For the record, Stephen Dorff, considerably more charismatic than usual, plays Leon, the head of the Deuces, a gang he formed to protect his side of the block, after his little brother, Allie Boy, OD'd on smack back in 1955. Now it's 1958, and antagonisms are about to bust loose again. Marco (Norman Reedus), the dealer who got Allie Boy hooked, is preparing to leave jail, and he's mobilizing the Vipers -- who control the other side of Leon's street -- to wipe out the Deuces.

Marco has a dual motivation. First, he wants revenge on Leon, who he assumes ratted him out to the cops on the Allie Boy rap; and second, he plans on moving drugs into the hood on a much heavier basis than before, thanks to the sponsorship of the local mob boss, Fritzy (Matt Dillon). Even before his prison release, he starts giving orders to craven junkie Jimmy Pockets (Balthazar Getty), who also happens to run the Vipers. In the midst of all this, quite predictably, there is a Romeo and Juliet/West Side Story romance: Leon's not-very-bright younger brother, Bobby (Brad Renfro), falls in love with Annie (Fairuza Balk), sister of Jimmy Pockets.

Dorff is more convincing here than he was in the first Blade film. And Balk is always fun to watch. The filmmakers seem to have gone berserk mining The Sopranosfor the cast. While Drea De Matteo and Louis Lombardi are used well, it's impossible to look at Vincent Pastore as the local priest without a giggle: "Father Big Pussy."

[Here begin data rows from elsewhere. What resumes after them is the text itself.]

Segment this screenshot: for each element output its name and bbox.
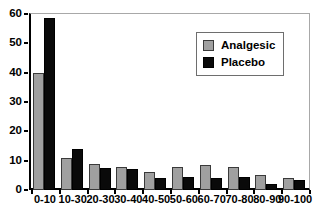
y-tick-mark [24,42,28,44]
bar-analgesic [116,167,127,190]
bar-analgesic [144,172,155,190]
y-tick-label: 50 [9,38,22,50]
bar-placebo [155,178,166,190]
bar-analgesic [172,167,183,190]
bar-group [59,14,87,190]
x-tick-label: 20-30 [86,193,114,206]
bar-group [142,14,170,190]
legend-label: Placebo [221,57,265,69]
bar-analgesic [89,164,100,190]
legend-swatch-analgesic [203,40,214,51]
bar-placebo [127,169,138,190]
bar-placebo [72,149,83,190]
y-tick-label: 30 [9,96,22,108]
x-tick-label: 50-60 [170,193,198,206]
bar-group [281,14,309,190]
chart-legend: AnalgesicPlacebo [196,32,284,76]
y-axis: 0102030405060 [0,0,29,213]
bar-analgesic [255,175,266,190]
y-tick-mark [24,130,28,132]
bar-analgesic [228,167,239,190]
y-tick-label: 10 [9,155,22,167]
y-tick-mark [24,160,28,162]
bar-analgesic [283,178,294,190]
bar-chart: 0102030405060 0-1010-3020-3030-4040-5050… [0,0,316,213]
y-tick-label: 60 [9,8,22,20]
bar-group [170,14,198,190]
legend-label: Analgesic [221,40,275,52]
legend-swatch-placebo [203,57,214,68]
x-tick-label: 60-70 [198,193,226,206]
bar-group [114,14,142,190]
bar-placebo [183,177,194,190]
y-tick-mark [24,13,28,15]
x-tick-label: 10-30 [59,193,87,206]
bar-placebo [294,180,305,190]
y-tick-label: 20 [9,126,22,138]
x-tick-label: 90-100 [278,193,312,206]
y-tick-mark [24,189,28,191]
legend-item: Placebo [203,54,275,71]
x-tick-label: 30-40 [114,193,142,206]
bar-group [31,14,59,190]
legend-item: Analgesic [203,37,275,54]
x-tick-label: 70-80 [225,193,253,206]
y-tick-label: 40 [9,67,22,79]
bar-placebo [100,168,111,190]
bar-analgesic [61,158,72,190]
bar-group [87,14,115,190]
bar-placebo [211,178,222,190]
bar-analgesic [200,165,211,190]
y-tick-mark [24,101,28,103]
bar-placebo [239,177,250,190]
x-tick-label: 0-10 [34,193,56,206]
x-tick-label: 40-50 [142,193,170,206]
bar-analgesic [33,73,44,190]
y-tick-mark [24,72,28,74]
x-axis: 0-1010-3020-3030-4040-5050-6060-7070-808… [0,193,316,213]
bar-placebo [44,18,55,190]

The whole affair has a distinctly faux '50s feel to it. That is, none of the principals involved is old enough to actually remember the period, and smart money bets that their research more or less consisted of multiple viewings of Grease, which they apparently mistook for a documentary. And a plot hinging on the notion that smack dealers were preying on teenagers in white gang neighborhoods in 1955?

Kalvert gooses things up with some visual tricks but there's not much he can do to camouflage how threadbare the script is.